How we get 92% open rates on LinkedIn DMs

(Without pitching or selling anything)

If you don’t know me already, my name’s Jack C.

I don’t do bro-marketing.
I don’t sell a dream.
And I definitely don’t promise “instant inbound leads” from a profile banner.

But what I do have is over 4 years of experience sending LinkedIn DMs that actually work.

We’ve tested over 10,000 cold messages.
Across multiple offers, price points, niches, and industries.

Here’s the strategy that now gets us:

89% connection acceptance
92% open rate
42% response rate

And no, it’s not about sending “Just following up” 6 times in a row.

Here’s the full breakdown 👇

1. Send connection requests without notes
Notes tank your acceptance rate.
They immediately signal: “I’m here to sell you something.”
We tested this at scale — note-free requests got accepted 38% more often.

2. Personalise the first message with context
When someone accepts, don’t jump straight to your offer.
Instead, reference something that shows you paid attention.
e.g.
→ "Noticed you’re scaling the sales team"
→ "Saw your post about outbound"
→ "Loved what you’re doing with [specific thing]"

3. Ask ONE low-friction question
Something they can answer in 5 seconds.
e.g. “How are you handling [problem] right now?”
No long pitch.

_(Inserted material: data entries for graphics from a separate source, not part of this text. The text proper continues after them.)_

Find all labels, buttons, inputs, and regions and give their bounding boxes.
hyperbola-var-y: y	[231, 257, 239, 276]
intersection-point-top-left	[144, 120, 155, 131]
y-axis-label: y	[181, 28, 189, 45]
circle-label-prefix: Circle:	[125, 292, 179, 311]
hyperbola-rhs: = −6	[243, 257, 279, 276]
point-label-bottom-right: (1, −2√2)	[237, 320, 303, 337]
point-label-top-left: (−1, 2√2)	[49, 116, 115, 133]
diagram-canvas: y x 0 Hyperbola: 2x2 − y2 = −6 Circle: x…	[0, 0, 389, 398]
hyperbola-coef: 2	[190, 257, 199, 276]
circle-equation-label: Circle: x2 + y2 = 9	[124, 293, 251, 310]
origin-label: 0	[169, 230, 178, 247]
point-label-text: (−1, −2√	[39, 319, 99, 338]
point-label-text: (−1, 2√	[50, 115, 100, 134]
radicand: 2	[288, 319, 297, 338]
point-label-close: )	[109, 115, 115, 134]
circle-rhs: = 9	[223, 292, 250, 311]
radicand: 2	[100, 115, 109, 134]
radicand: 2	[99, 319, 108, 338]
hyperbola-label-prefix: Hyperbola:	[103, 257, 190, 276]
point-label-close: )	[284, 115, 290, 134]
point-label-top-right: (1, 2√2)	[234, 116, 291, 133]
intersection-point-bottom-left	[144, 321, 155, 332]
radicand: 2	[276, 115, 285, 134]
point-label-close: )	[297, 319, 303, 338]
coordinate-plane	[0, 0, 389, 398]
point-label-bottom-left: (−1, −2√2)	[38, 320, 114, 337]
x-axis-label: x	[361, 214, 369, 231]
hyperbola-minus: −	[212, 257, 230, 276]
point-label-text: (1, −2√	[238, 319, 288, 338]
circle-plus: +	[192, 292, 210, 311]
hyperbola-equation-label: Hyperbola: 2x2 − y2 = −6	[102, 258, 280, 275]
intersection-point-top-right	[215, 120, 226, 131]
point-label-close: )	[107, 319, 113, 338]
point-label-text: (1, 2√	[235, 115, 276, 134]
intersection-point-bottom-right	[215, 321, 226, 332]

No intro paragraph. Just signal + curiosity.

4. Follow up with a voice note
Less than 0.001% of LinkedIn messages are voice notes.
They cut through the noise instantly and humanise your message.

That’s it.

No fancy funnels.
No bait-and-switch tactics.
Just a simple framework that starts conversations, not sales pitches.

And conversations → calls → clients.

Watch below as The chief, Alfie, breaks down the whole strategy A–Z — with examples, templates, and benchmarks.

— Jack C. @ Team Prosp 👊

P.S Struggling to consistently book calls from LinkedIn?

If so, try Prosp – the only LinkedIn automation platform that

  • Sends AI personalized DMs

  • Sends custom voice notes whilst you sleep

  • Finds leads from LinkedIn search, sales nav, events, groups and post engagement.